Babbitt is not a representation of the highest American standards of morals and manners. But neither is The Rise of Silas Lapham nor Huckleberry Finn nor Henry James's The American. Neither is Vanity Fair a representation of the highest standards of morals and manners in England, nor is David Copperfield, nor Pride and Prejudice. It is not the business of the realistic novelist nor dramatist to confine his studies to those small and isolated spots in which the society of his contemporaries approaches perfection. To propose such an aim is absurd. A jury of award which accepted it would at once be obliged to exclude from its consideration practically everything that is worth considering. In the age of Elizabeth the acceptance of such an aim would have excluded from consideration the chief tragedies of Shakespeare and all the comedies of Ben Jonson. The most important business of the capable painter of contemporary society from Balzac to the present day has been the portrayal of the great representative types. In an immense and motley democracy, booming furiously through the stages of material progress, few of the great representative types know anything about the "highest standard of manners and morals in America."

All that we may fairly demand of our novelists—and it is a large demand—is that they themselves, as observers of the human spectacle, should be aware of this "highest standard," should paint their great representative types at a point of view at which the best society is at least within their vision. It is a large demand but it is a fair demand to make of a class of men who undertake to govern us through our imaginations. It is a fair demand ta make of men whose profession involves a connoisseurship of truth and beauty. It is a necessary demand, if their criticism of life is to have any social value; Vanity Fair, for example, though it is for the most part a picture of a selfish and disagreeable world, is obviously written by a man who understands what an unselfish and agreeable world might be, while Mr. Dreiser's Genius, for another example, is a picture of a selfish and disagreeable world, written by a man apparently incapable of conceiving anything else.

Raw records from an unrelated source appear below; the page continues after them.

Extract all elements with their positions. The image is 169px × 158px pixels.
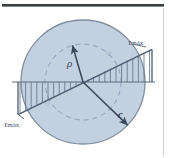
torsion-stress-figure: τmáx τmáx ρ c τρ τρ bbox=[0, 0, 169, 158]
tau-max-pointer-top-right bbox=[133, 44, 146, 47]
figure-canvas bbox=[0, 0, 169, 158]
right-rule bbox=[163, 8, 164, 156]
tau-max-pointer-bottom-left bbox=[19, 115, 24, 119]
top-rule bbox=[2, 4, 164, 7]
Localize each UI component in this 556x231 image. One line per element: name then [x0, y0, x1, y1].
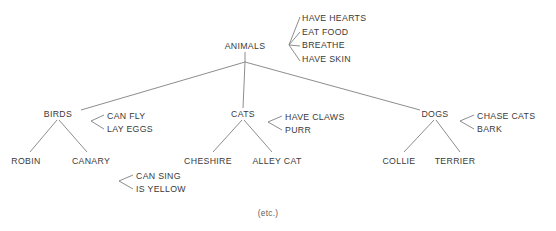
edge-animals-birds	[81, 62, 245, 110]
property-dogs-bark[interactable]: BARK	[477, 123, 502, 134]
property-birds-can-fly[interactable]: CAN FLY	[107, 110, 146, 121]
node-dogs[interactable]: DOGS	[421, 108, 448, 119]
property-cats-purr[interactable]: PURR	[285, 124, 311, 135]
node-birds[interactable]: BIRDS	[44, 108, 72, 119]
edge-animals-cats	[243, 62, 245, 108]
property-canary-can-sing[interactable]: CAN SING	[136, 170, 181, 181]
property-animals-have-hearts[interactable]: HAVE HEARTS	[302, 12, 366, 23]
node-terrier[interactable]: TERRIER	[435, 155, 476, 166]
edge-cats-prop-1	[268, 122, 282, 130]
edge-animals-prop-1	[289, 32, 300, 45]
node-animals[interactable]: ANIMALS	[225, 40, 266, 51]
node-collie[interactable]: COLLIE	[382, 155, 415, 166]
edge-dogs-terrier	[436, 120, 460, 152]
etc-note: (etc.)	[258, 208, 279, 218]
edge-animals-dogs	[245, 62, 420, 110]
edge-animals-prop-3	[289, 45, 300, 61]
property-birds-lay-eggs[interactable]: LAY EGGS	[107, 123, 153, 134]
edge-canary-prop-1	[119, 181, 133, 189]
node-robin[interactable]: ROBIN	[11, 155, 40, 166]
edge-birds-prop-1	[91, 121, 104, 129]
edge-birds-canary	[59, 120, 87, 152]
node-cheshire[interactable]: CHESHIRE	[184, 155, 232, 166]
property-dogs-chase-cats[interactable]: CHASE CATS	[477, 110, 535, 121]
property-animals-eat-food[interactable]: EAT FOOD	[302, 26, 348, 37]
diagram-edges	[0, 0, 556, 231]
semantic-network-diagram: ANIMALS BIRDS CATS DOGS ROBIN CANARY CHE…	[0, 0, 556, 231]
node-cats[interactable]: CATS	[231, 108, 255, 119]
edge-animals-prop-2	[289, 45, 300, 46]
edge-cats-prop-0	[268, 116, 282, 122]
property-animals-breathe[interactable]: BREATHE	[302, 39, 345, 50]
property-animals-have-skin[interactable]: HAVE SKIN	[302, 53, 351, 64]
node-alley-cat[interactable]: ALLEY CAT	[252, 155, 301, 166]
edge-canary-prop-0	[119, 175, 133, 181]
edge-birds-prop-0	[91, 115, 104, 121]
property-cats-have-claws[interactable]: HAVE CLAWS	[285, 111, 345, 122]
edge-dogs-prop-0	[460, 115, 474, 121]
edge-dogs-collie	[404, 120, 434, 152]
edge-birds-robin	[30, 120, 57, 152]
edge-animals-prop-0	[289, 17, 300, 45]
edge-dogs-prop-1	[460, 121, 474, 129]
property-canary-is-yellow[interactable]: IS YELLOW	[136, 183, 186, 194]
edge-cats-cheshire	[213, 120, 242, 152]
edge-cats-alleycat	[244, 120, 272, 152]
node-canary[interactable]: CANARY	[72, 155, 110, 166]
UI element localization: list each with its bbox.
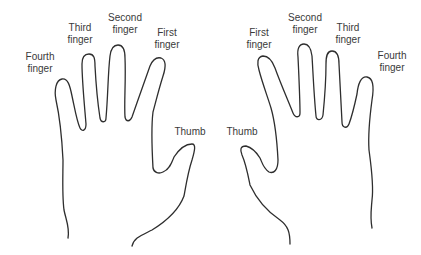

Now Mr. Lewis, with increasing clearness of apprehension and vitality of presentation, has devoted himself to the portrayal of the representative. There is no denying the vigor or the representativeness of the types presented in The Job, Main Street and Babbitt. Nor is there doubt in anyone's mind that Mr. Lewis's contemporary scene is drenched in irony and raked with satire. The one rather serious objection which one hears raised against his work is that the standards, the existence of which are implied in any consistently satiric picture of society,—the standards by which Mr. Lewis judges, for instance, Gopher Prairie and Zenith—are not sufficiently in evidence. The publication of Babbitt is likely to increase the frequency of that objection; for while in Main Street there are at least four persons, including Carol, with quite definite conceptions of what ought to be done to increase beauty and interest in Gopher Prairie, in Babbitt these quite definite improvements have been made, without essential increase of beauty or interest in the lives of the citizens; and no one in the book seems to understand what to do next. We are on the brink of a Tolstoyan problem. The artistic charm and vivacity of this novel, to say nothing of its social stimulation, would have been heightened by somewhat freer employment of those devices of dramatic contrast of which Mr. Lewis is a master—by the introduction of some character or group capable of reflecting upon the Babbitts oblique rays from a social and personal felicity, more genuine, more inward than any of the summoned witnesses possesses. Eventually, if Mr. Lewis does not wish to pass for a hardened pessimist, he will have to produce a hero qualified to register in some fashion the result of his own quest for the desirable; he will have to give us his Portrait of a Lady, his Pendennis, his Warrington and his Colonel Newcome. Meanwhile I am very well content to applaud the valor of his progress through Vanity Fair.